Disney is pulling Lucasfilm’s video game legacy from the Sarlacc pit with Lucasfilm Games, a sign that the mega media company is likely aiming to flood the market with newly licensed games in the same way it does with movies and tv shows. All of this, of course, is based on the existing canon, and it is all owned by a company with a net worth greater than the GDP of most countries.
EA got a lot of crap for their 10 year contract to be the exclusive publisher of Star wars games to be released, until 2019, a grand total of three. Now, it looks like the Monkey’s Paw’s wish has been granted, and we’re on our way to getting a lot more.
“We are looking to work with top-in-class teams who can create great games across all of our intellectual property,” Lucasfilm Games vice president Douglas Reilly said yesterday. Reilly, in particular, said he expects games “across a wide range of platforms, genres and experiences”, with many “professionals” from Lucasfilm Games to help developers shape the vision. creative adaptations. An open-world Ubisoft game is just the start, in other words. In comparison, during the investor last December call Disney has announced nearly a dozen new Star Wars movies and TV series.

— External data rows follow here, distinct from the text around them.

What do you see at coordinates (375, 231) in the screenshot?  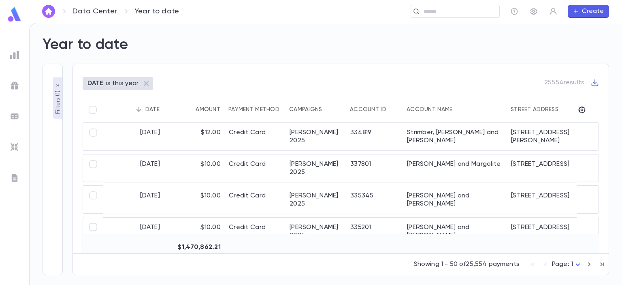 I see `div: 335201` at bounding box center [375, 231].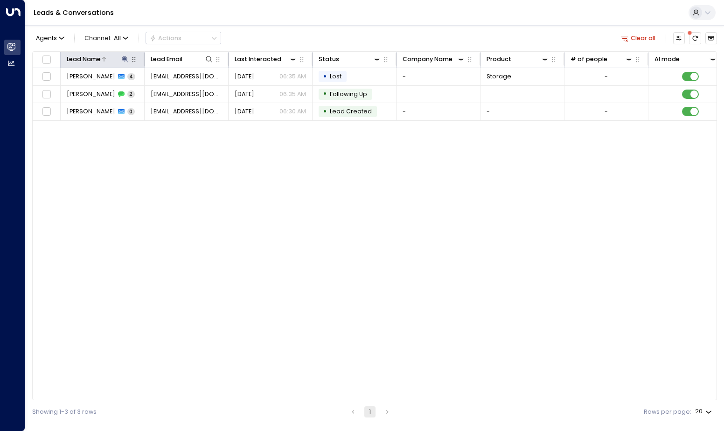  What do you see at coordinates (348, 94) in the screenshot?
I see `span: Following Up` at bounding box center [348, 94].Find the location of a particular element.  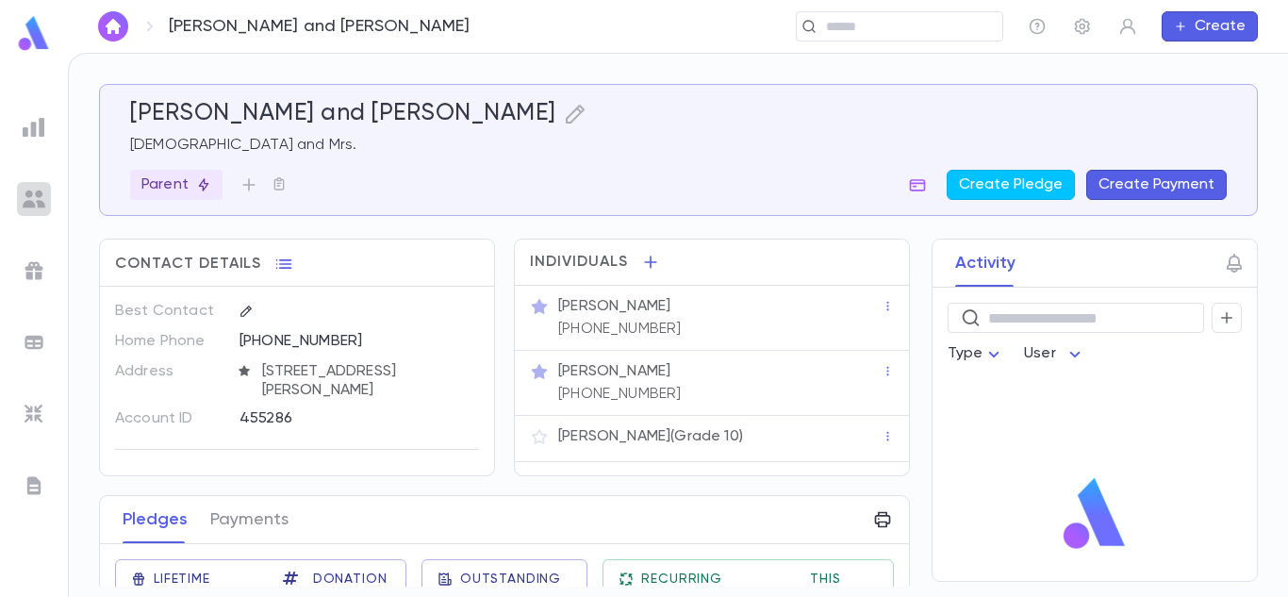

p: Home Phone is located at coordinates (169, 341).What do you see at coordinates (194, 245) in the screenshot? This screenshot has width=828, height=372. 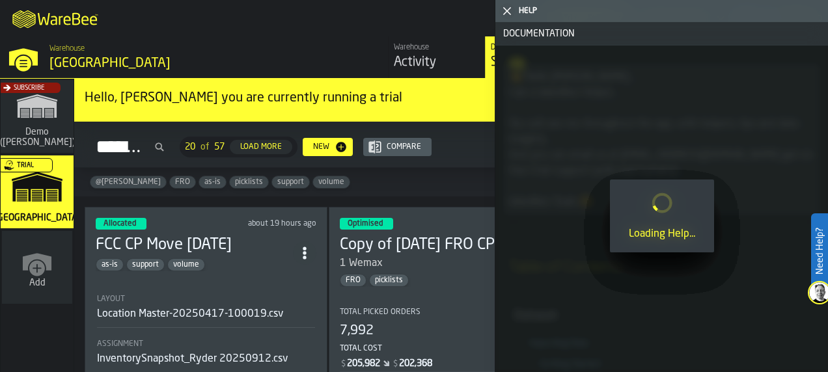 I see `div: FCC CP Move 9/12/25` at bounding box center [194, 245].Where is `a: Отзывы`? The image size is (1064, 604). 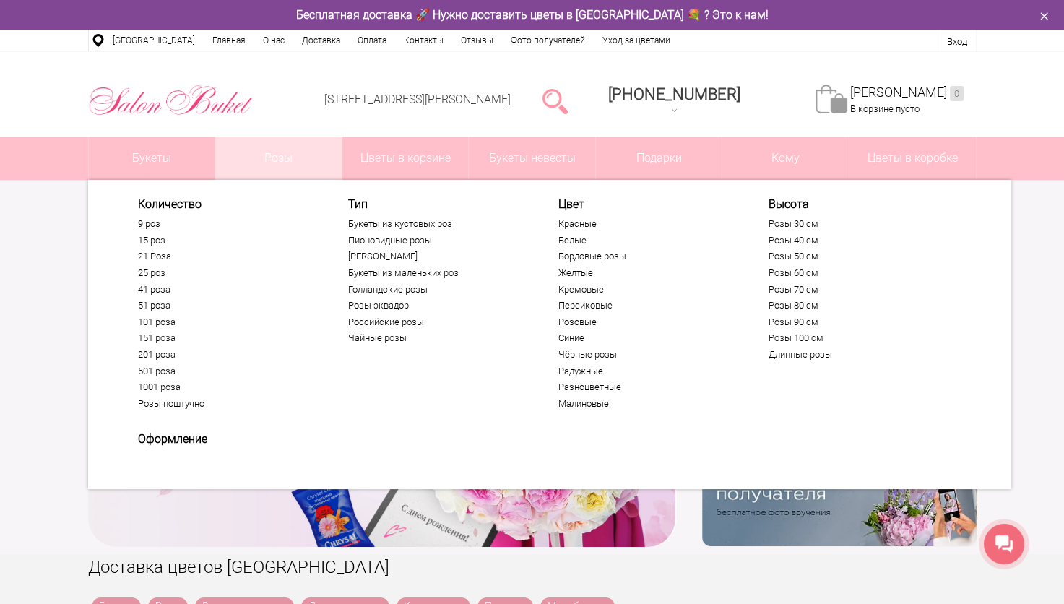
a: Отзывы is located at coordinates (477, 40).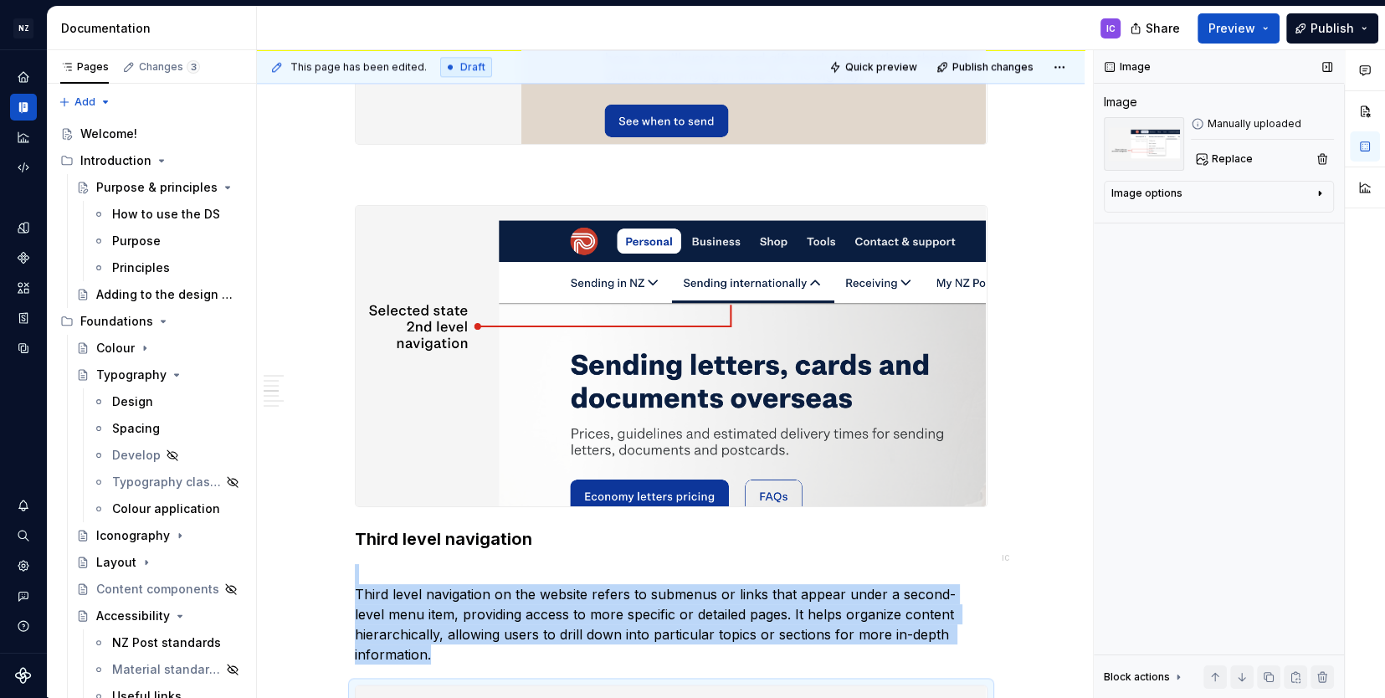 The width and height of the screenshot is (1385, 698). I want to click on div: Colour application, so click(166, 509). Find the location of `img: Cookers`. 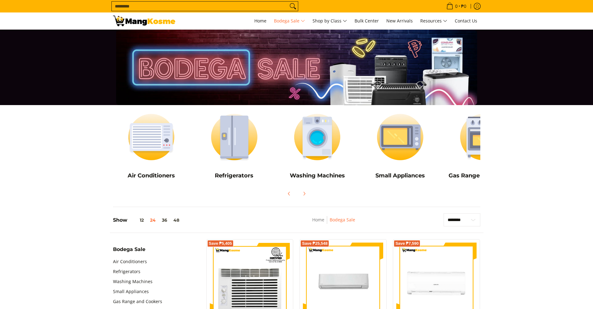

img: Cookers is located at coordinates (483, 137).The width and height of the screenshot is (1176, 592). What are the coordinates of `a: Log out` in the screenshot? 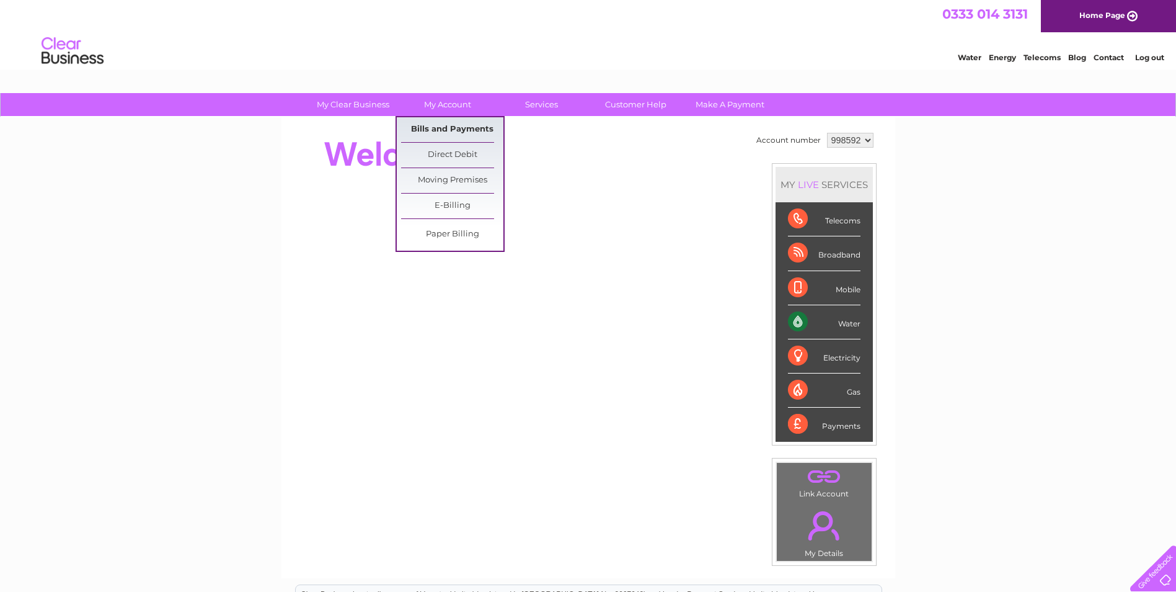 It's located at (1150, 57).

And, of course, there is also everything Star wars games that EA continues to work on. An EA spokesperson said Kotaku yesterday that the terms of its exclusive deal with Lucasfilm have not changed and remain in effect until 2023. According to a source familiar with the deal, only EA can publish Star wars games before 2023, after which the partnership with Lucasfilm will continue, but will no longer be exclusive. It means Ubisoft Star wars The game won’t be released until late 2023 at the earliest.
SSome of these games could be great. Star Wars Jedi: Fallen Order in 2019 and 2020 Star Wars: Squadrons were a lot of fun, but I’m not sure if we need a dozen big budget games to try and play in this space. I’d just as much like to see Respawn or EA Motive do something original, Ubisoft too for that matter. Despite the name that turns the eyes, Fenyx: Rise of the Immortals was pretty cool, although it looked a lot like previous Ubisoft and Nintendo games Breath of the wild.

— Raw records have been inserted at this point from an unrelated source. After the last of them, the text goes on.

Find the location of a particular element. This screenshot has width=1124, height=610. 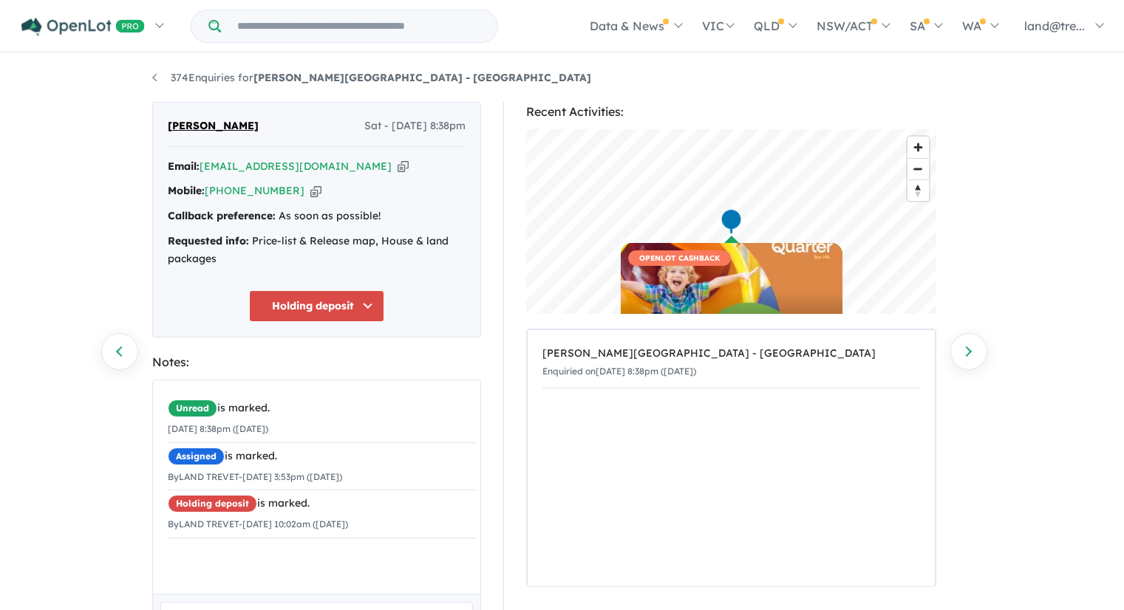

span: Unread is located at coordinates (192, 409).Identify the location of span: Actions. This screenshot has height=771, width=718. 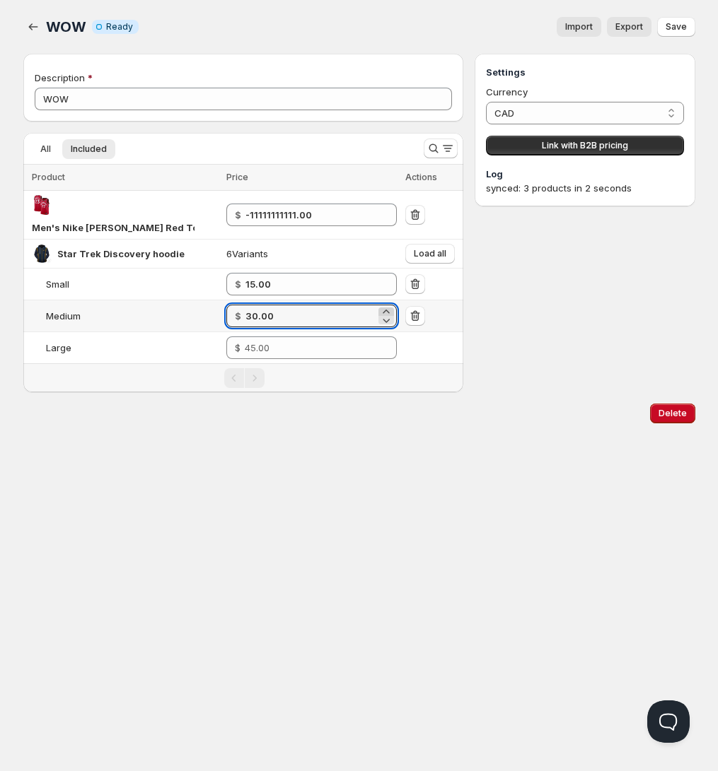
(421, 177).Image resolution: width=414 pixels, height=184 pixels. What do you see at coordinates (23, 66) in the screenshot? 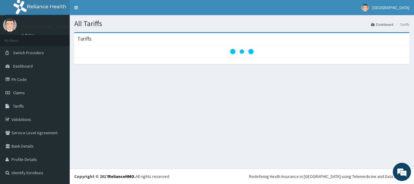
I see `span: Dashboard` at bounding box center [23, 66].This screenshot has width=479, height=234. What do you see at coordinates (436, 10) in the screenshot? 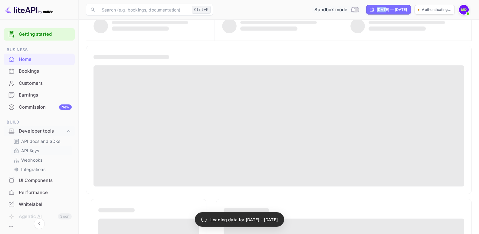
I see `p: Authenticating...` at bounding box center [436, 10].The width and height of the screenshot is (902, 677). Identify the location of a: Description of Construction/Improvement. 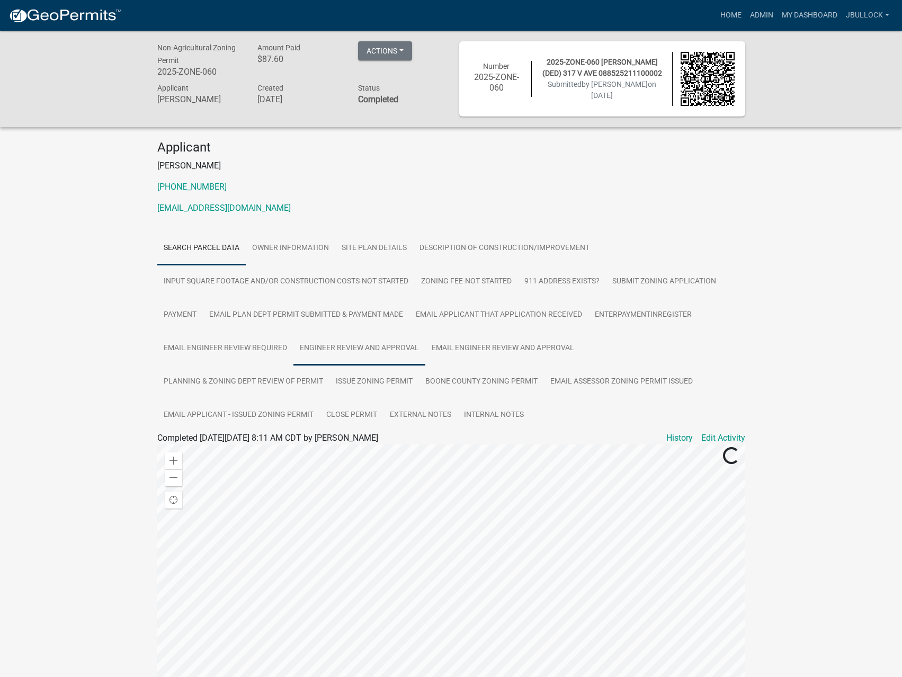
(504, 248).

It’s easy to imagine how studios could mix genres and gameplay mechanics with already established and beloved fictional worlds. It is much more difficult to conceptualize all the ideas and all the projects that will not see the light of day because of this media consolidation.
“None”, former developer of Naughty Dog and director of The Last of Us Bruce Straley written with a friendly wink in response to Keighley’s thought experiment. “We need all this talent and money to create new content, new IPs and innovate in the AAA Geoff space.”
Publishing blockbuster games has never been a bastion of risk-taking and creativity, but it could become even more obsolete if it becomes more monopolized by the existing entertainment monoculture. So no I wouldn’t like to see BioWare make another one Star wars RPG, and I’m far from thrilled at the prospect of Machine Games dabbling in knots to rehabilitate killer Indiana Jones into something less culturally obnoxious. It would be great, as always, to see video games trying to do something new. After all, where will future Hollywood blockbusters be? comes from?